From an Article of Natural Gas Intelligence, July 19, 2019
Environmental groups have embarked on a complex effort at various state and federal agencies to stop an affiliate of New Fortress Energy LLC from developing a small-scale natural gas export terminal in New Jersey along the Delaware River.
The Delaware Riverkeeper Network (DRN) has worked in recent months to reveal information about the facility scattered across various agencies that it said wasn’t properly shared with the public.
At the DRN’s request, the U.S. Army Corps of Engineers on Tuesday reopened a public comment period for the project’s permit under Section 404 of the Clean Water Act. DRN is also pushing the Delaware River Basin Commision (DRBC), a quasi-regulatory agency involving four states and the U.S. government that oversees the Delaware River watershed, to reconsider its approval last month of an expansion at the proposed facility. The expansion would enable the transfer of liquefied natural gas (LNG) from trucks to ships for export.
A DRBC spokesman said the commission is currently reviewing that request. Maya van Rossum, who leads DRN, told NGI that the organization is “certainly prepared to go to court” if DRBC doesn’t grant a hearing to reconsider its approval. DRN said the commission violated its governing compact when it approved the project without having more information about the possible impacts.
New Fortress affiliate Delaware River Partners LLC in 2017 requested a waterway suitability assessment from the U.S. Coast Guard, saying in a letter that it wanted to construct a multi-use, deep-water port and logistics center for a variety of uses, including the handling of automobiles, other bulk freight, and LNG and liquefied petroleum gas (LPG). The company told the Coast Guard that the terminal would have an LNG export capacity of 1.5 million metric tonnes/year and an LPG export capacity of 9.6 million bbl/year.
DRN and other environmental groups contend that the company failed to share its plans for LNG at the proposed facility in Gloucester County, which would be called the Gibbstown Logistics Center. DRBC’s initial approval of the project included only plans for LPG export from one dock, van Rossum said.
The Army Corps on Tuesday said it was reopening the comment period so the public could weigh in on additional information included in the notice. The Army Corps said LNG would arrive at the site via trucks carrying 12,000 gallons of product each. The LNG would then be pumped from a second dock to vessels in the port for export. The planned use of railcars to bring additional volumes in has not yet been approved by the U.S. Department of Transportation, the Army Corps said in the public comment notice.
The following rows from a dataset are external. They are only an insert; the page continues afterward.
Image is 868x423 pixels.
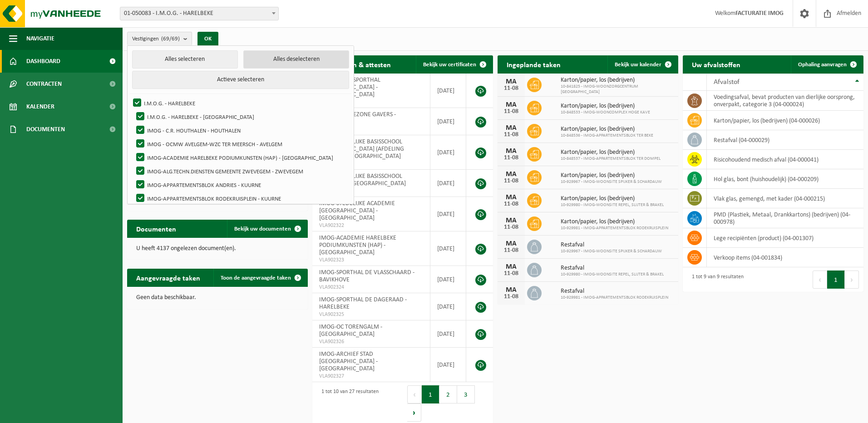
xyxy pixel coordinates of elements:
[561,241,662,249] span: Restafval
[561,110,650,115] span: 10-848533 - IMOG-WOONCOMPLEX HOGE KAVE
[319,256,423,264] span: VLA902323
[431,266,467,293] td: [DATE]
[498,55,570,73] h2: Ingeplande taken
[319,98,423,106] span: VLA903799
[502,286,520,294] div: MA
[502,194,520,201] div: MA
[561,295,668,300] span: 10-929981 - IMOG-APPARTEMENTSBLOK RODEKRUISPLEIN
[243,50,349,69] button: Alles deselecteren
[319,160,423,167] span: VLA902320
[214,269,307,287] a: Toon de aangevraagde taken
[502,78,520,85] div: MA
[127,219,186,237] h2: Documenten
[234,226,291,232] span: Bekijk uw documenten
[707,91,864,111] td: voedingsafval, bevat producten van dierlijke oorsprong, onverpakt, categorie 3 (04-000024)
[221,275,291,281] span: Toon de aangevraagde taken
[502,131,520,138] div: 11-08
[502,240,520,247] div: MA
[134,110,349,123] label: I.M.O.G. - HARELBEKE - [GEOGRAPHIC_DATA]
[561,264,664,272] span: Restafval
[431,170,467,197] td: [DATE]
[431,348,467,382] td: [DATE]
[26,50,60,72] span: Dashboard
[227,219,307,238] a: Bekijk uw documenten
[319,173,406,187] span: IMOG-STEDELIJKE BASISSCHOOL CENTRUM - [GEOGRAPHIC_DATA]
[827,270,845,289] button: 1
[431,320,467,348] td: [DATE]
[561,77,674,84] span: Karton/papier, los (bedrijven)
[707,228,864,248] td: lege recipiënten (product) (04-001307)
[798,62,847,67] span: Ophaling aanvragen
[707,248,864,267] td: verkoop items (04-001834)
[134,151,349,164] label: IMOG-ACADEMIE HARELBEKE PODIUMKUNSTEN (HAP) - [GEOGRAPHIC_DATA]
[26,72,62,95] span: Contracten
[502,85,520,92] div: 11-08
[561,126,653,133] span: Karton/papier, los (bedrijven)
[561,156,661,162] span: 10-848537 - IMOG-APPARTEMENTSBLOK TER DOMPEL
[319,323,383,337] span: IMOG-OC TORENGALM - [GEOGRAPHIC_DATA]
[561,179,662,185] span: 10-929967 - IMOG-WOONSITE SPIJKER & SCHARDAUW
[319,296,407,311] span: IMOG-SPORTHAL DE DAGERAAD - HARELBEKE
[502,101,520,108] div: MA
[131,96,349,110] label: I.M.O.G. - HARELBEKE
[431,135,467,170] td: [DATE]
[707,111,864,130] td: karton/papier, los (bedrijven) (04-000026)
[319,284,423,291] span: VLA902324
[561,202,664,208] span: 10-929980 - IMOG-WOONSITE REPEL, SLIJTER & BRAKEL
[502,178,520,184] div: 11-08
[319,311,423,318] span: VLA902325
[561,195,664,202] span: Karton/papier, los (bedrijven)
[431,197,467,232] td: [DATE]
[502,201,520,207] div: 11-08
[561,218,668,225] span: Karton/papier, los (bedrijven)
[26,95,55,118] span: Kalender
[408,385,422,404] button: Previous
[561,249,662,254] span: 10-929967 - IMOG-WOONSITE SPIJKER & SCHARDAUW
[457,385,475,404] button: 3
[608,55,678,74] a: Bekijk uw kalender
[845,270,859,289] button: Next
[408,404,422,421] button: Next
[615,62,662,67] span: Bekijk uw kalender
[502,125,520,131] div: MA
[423,62,476,67] span: Bekijk uw certificaten
[416,55,492,74] a: Bekijk uw certificaten
[707,208,864,228] td: PMD (Plastiek, Metaal, Drankkartons) (bedrijven) (04-000978)
[319,338,423,345] span: VLA902326
[313,55,400,73] h2: Certificaten & attesten
[127,269,209,286] h2: Aangevraagde taken
[431,293,467,320] td: [DATE]
[561,149,661,156] span: Karton/papier, los (bedrijven)
[791,55,863,74] a: Ophaling aanvragen
[502,171,520,178] div: MA
[713,78,740,86] span: Afvalstof
[561,84,674,95] span: 10-841825 - IMOG-WOONZORGCENTRUM [GEOGRAPHIC_DATA]
[707,150,864,169] td: risicohoudend medisch afval (04-000041)
[319,351,378,372] span: IMOG-ARCHIEF STAD [GEOGRAPHIC_DATA] - [GEOGRAPHIC_DATA]
[161,36,180,42] count: (69/69)
[134,191,349,205] label: IMOG-APPARTEMENTSBLOK RODEKRUISPLEIN - KUURNE
[319,269,415,283] span: IMOG-SPORTHAL DE VLASSCHAARD - BAVIKHOVE
[707,130,864,150] td: restafval (04-000029)
[132,70,349,89] button: Actieve selecteren
[120,7,279,21] span: 01-050083 - I.M.O.G. - HARELBEKE
[319,235,397,256] span: IMOG-ACADEMIE HARELBEKE PODIUMKUNSTEN (HAP) - [GEOGRAPHIC_DATA]
[561,272,664,277] span: 10-929980 - IMOG-WOONSITE REPEL, SLIJTER & BRAKEL
[317,384,379,422] div: 1 tot 10 van 27 resultaten
[136,294,299,301] p: Geen data beschikbaar.
[136,246,299,252] p: U heeft 4137 ongelezen document(en).
[198,32,218,46] button: OK
[813,270,827,289] button: Previous
[502,294,520,300] div: 11-08
[134,123,349,137] label: IMOG - C.R. HOUTHALEN - HOUTHALEN
[683,55,749,73] h2: Uw afvalstoffen
[561,103,650,110] span: Karton/papier, los (bedrijven)
[319,126,423,133] span: VLA903797
[134,137,349,151] label: IMOG - OCMW AVELGEM-WZC TER MEERSCH - AVELGEM
[561,172,662,179] span: Karton/papier, los (bedrijven)
[502,224,520,230] div: 11-08
[561,133,653,139] span: 10-848536 - IMOG-APPARTEMENTSBLOK TER BEKE
[502,108,520,115] div: 11-08
[431,232,467,266] td: [DATE]
[502,247,520,253] div: 11-08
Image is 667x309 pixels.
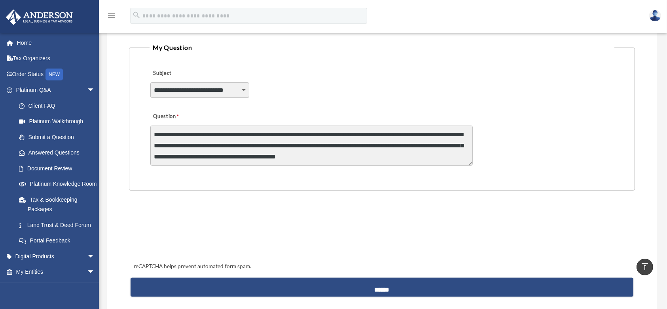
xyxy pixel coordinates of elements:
a: Tax Organizers [6,51,107,66]
i: search [132,11,141,19]
a: Order StatusNEW [6,66,107,82]
i: menu [107,11,116,21]
img: User Pic [649,10,661,21]
span: arrow_drop_down [87,264,103,280]
a: My Anderson Teamarrow_drop_down [6,279,107,295]
label: Question [150,111,212,122]
a: Submit a Question [11,129,103,145]
div: reCAPTCHA helps prevent automated form spam. [131,262,634,271]
a: My Entitiesarrow_drop_down [6,264,107,280]
a: Platinum Q&Aarrow_drop_down [6,82,107,98]
span: arrow_drop_down [87,248,103,264]
a: Tax & Bookkeeping Packages [11,191,107,217]
a: menu [107,14,116,21]
legend: My Question [150,42,614,53]
iframe: reCAPTCHA [131,215,252,246]
a: Portal Feedback [11,233,107,248]
a: vertical_align_top [637,258,653,275]
a: Home [6,35,107,51]
a: Land Trust & Deed Forum [11,217,107,233]
span: arrow_drop_down [87,279,103,296]
a: Document Review [11,160,107,176]
a: Platinum Walkthrough [11,114,107,129]
span: arrow_drop_down [87,82,103,99]
a: Answered Questions [11,145,107,161]
a: Platinum Knowledge Room [11,176,107,192]
div: NEW [45,68,63,80]
img: Anderson Advisors Platinum Portal [4,9,75,25]
a: Client FAQ [11,98,107,114]
a: Digital Productsarrow_drop_down [6,248,107,264]
label: Subject [150,68,226,79]
i: vertical_align_top [640,262,650,271]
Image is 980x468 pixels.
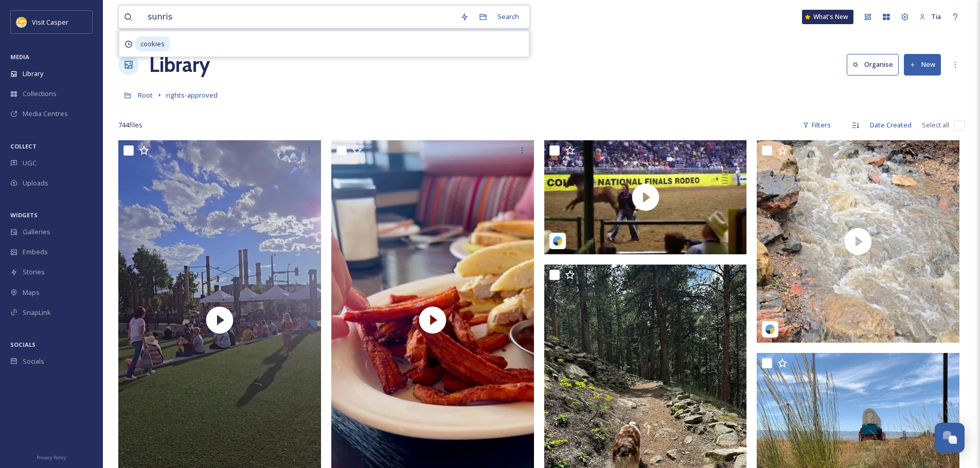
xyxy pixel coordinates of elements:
span: Maps [22,288,39,298]
span: Galleries [22,227,51,237]
span: 744 file s [118,120,142,130]
span: Tia [931,12,941,21]
img: snapsea-logo.png [552,236,563,246]
span: Collections [22,89,56,99]
div: Search [492,7,524,27]
span: rights-approved [166,90,218,100]
button: Organise [846,54,899,75]
a: Library [149,49,210,80]
a: rights-approved [166,89,218,101]
span: Select all [922,120,949,130]
span: cookies [135,37,170,51]
button: New [904,54,941,75]
span: Root [138,90,153,100]
span: Embeds [22,247,48,257]
span: SnapLink [22,308,51,318]
input: Search your library [142,6,455,28]
span: Library [22,69,43,79]
span: Socials [22,357,44,366]
span: SOCIALS [10,341,35,349]
span: Media Centres [22,109,68,119]
span: Stories [22,267,45,277]
img: thumbnail [544,140,746,254]
span: Privacy Policy [37,454,66,461]
div: Date Created [865,115,916,135]
span: COLLECT [10,142,37,150]
span: Visit Casper [32,18,68,27]
a: Privacy Policy [37,451,66,463]
img: thumbnail [756,140,959,343]
img: snapsea-logo.png [765,324,775,334]
a: What's New [802,10,853,24]
span: MEDIA [10,53,30,61]
button: Open Chat [935,423,964,453]
img: 155780.jpg [16,17,27,28]
span: UGC [22,158,37,168]
a: Root [138,89,153,101]
a: Tia [914,7,946,27]
span: Uploads [22,178,49,188]
div: Filters [797,115,836,135]
span: WIDGETS [10,211,37,219]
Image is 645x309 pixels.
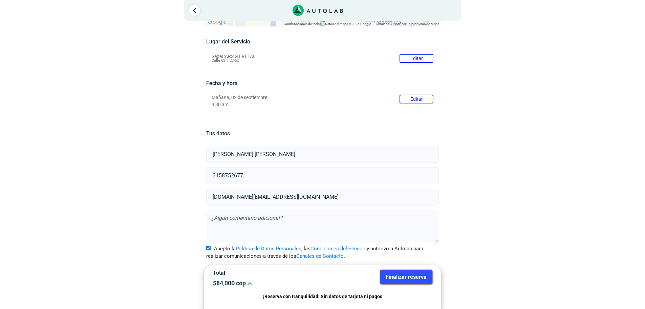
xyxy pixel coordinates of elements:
[296,253,344,259] a: Canales de Contacto
[206,130,439,137] h5: Tus datos
[206,18,228,26] img: Google
[206,38,439,45] h5: Lugar del Servicio
[325,22,371,26] span: Datos del mapa ©2025 Google
[394,22,439,26] a: Notificar un problema de Maps
[206,245,439,260] label: Acepto la , las y autorizo a Autolab para realizar comunicaciones a través de los .
[213,279,318,286] p: $ 84,000 cop
[206,18,228,26] a: Abre esta zona en Google Maps (se abre en una nueva ventana)
[293,7,343,13] a: Link al sitio de autolab
[375,22,390,26] a: Términos (se abre en una nueva pestaña)
[380,269,433,284] button: Finalizar reserva
[213,269,318,276] p: Total
[236,245,302,251] a: Política de Datos Personales
[212,102,434,107] p: 9:30 am
[206,146,439,163] input: Nombre y apellido
[284,22,321,26] button: Combinaciones de teclas
[213,292,433,300] p: ¡Reserva con tranquilidad! Sin datos de tarjeta ni pagos
[206,167,439,184] input: Celular
[206,188,439,205] input: Correo electrónico
[189,5,200,16] a: Ir al paso anterior
[206,246,211,250] input: Acepto laPolítica de Datos Personales, lasCondiciones del Servicioy autorizo a Autolab para reali...
[311,245,367,251] a: Condiciones del Servicio
[212,95,434,100] p: Mañana, 02 de septiembre
[400,95,434,103] button: Editar
[206,80,439,86] h5: Fecha y hora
“The other agencies could have, should have known, and at this point they certainly do know,” van Rossum said of the company’s plans for LNG exports. “So, we consider this a classic case of segmentation because now” Delaware River Partners has come back and said “‘now that you’ve approved this, we’re just going to add on this relatively little piece and from this dock we’re going to be doing LNG exports.’”
DRBC spokesman Peter Eschbach said the commission has little control over what the company would handle at the facility. “Generally, DRBC jurisdiction for this project is for the dock construction and the river dredging,” he told NGI. “We don’t have authority over cargo.”
New Jersey Sierra Club Director Jeff Tittel indicated that the company could face more resistance throughout the permitting process as both the state Department of Environmental Protection and FERC must also approve it. DRN has already filed an appeal with the Federal Energy Regulatory Commission over a Freedom of Information Act request for documents about the project that it said wasn’t fulfilled.
New Fortress, which went public earlier this year, is developing two small-scale liquefaction projects in Northeast Pennsylvania that would have a combined capacity of 7.3 million gallons/d, according to a prospectus it filed with the U.S. Securities and Exchange Commission ahead of its initial public offering.
Site work is underway on the first facility in the Marcellus Shale hotbed of Bradford County, with construction expected to start next year. A dedicated tanker truck fleet would transport the LNG to the Delaware River site so that ships can take it to the company’s terminals for distribution, according to the prospectus. The company could not be reached to comment about the project.
New Fortress is focused on introducing LNG in markets that lack access to the fuel. It already operates a 100,000 gallon/d liquefier in Miami and an offshore terminal in Jamaica, along with a fuel handling facility in Puerto Rico. The company had a total of 14 projects under development at the end of the first quarter, including those in Pennsylvania and others in Ireland and Mexico.
In the Appalachian Basin, small-scale LNG facilities are gaining importance given the natural gas supply glut, especially in rural areas. Northeast LNG exports are also likely to remain flat at about 700 MMcf/d for the foreseeable future as Dominion Energy Inc.’s larger single-train Cove Point export terminal in Maryland is fully subscribed. (See the graph insert above.)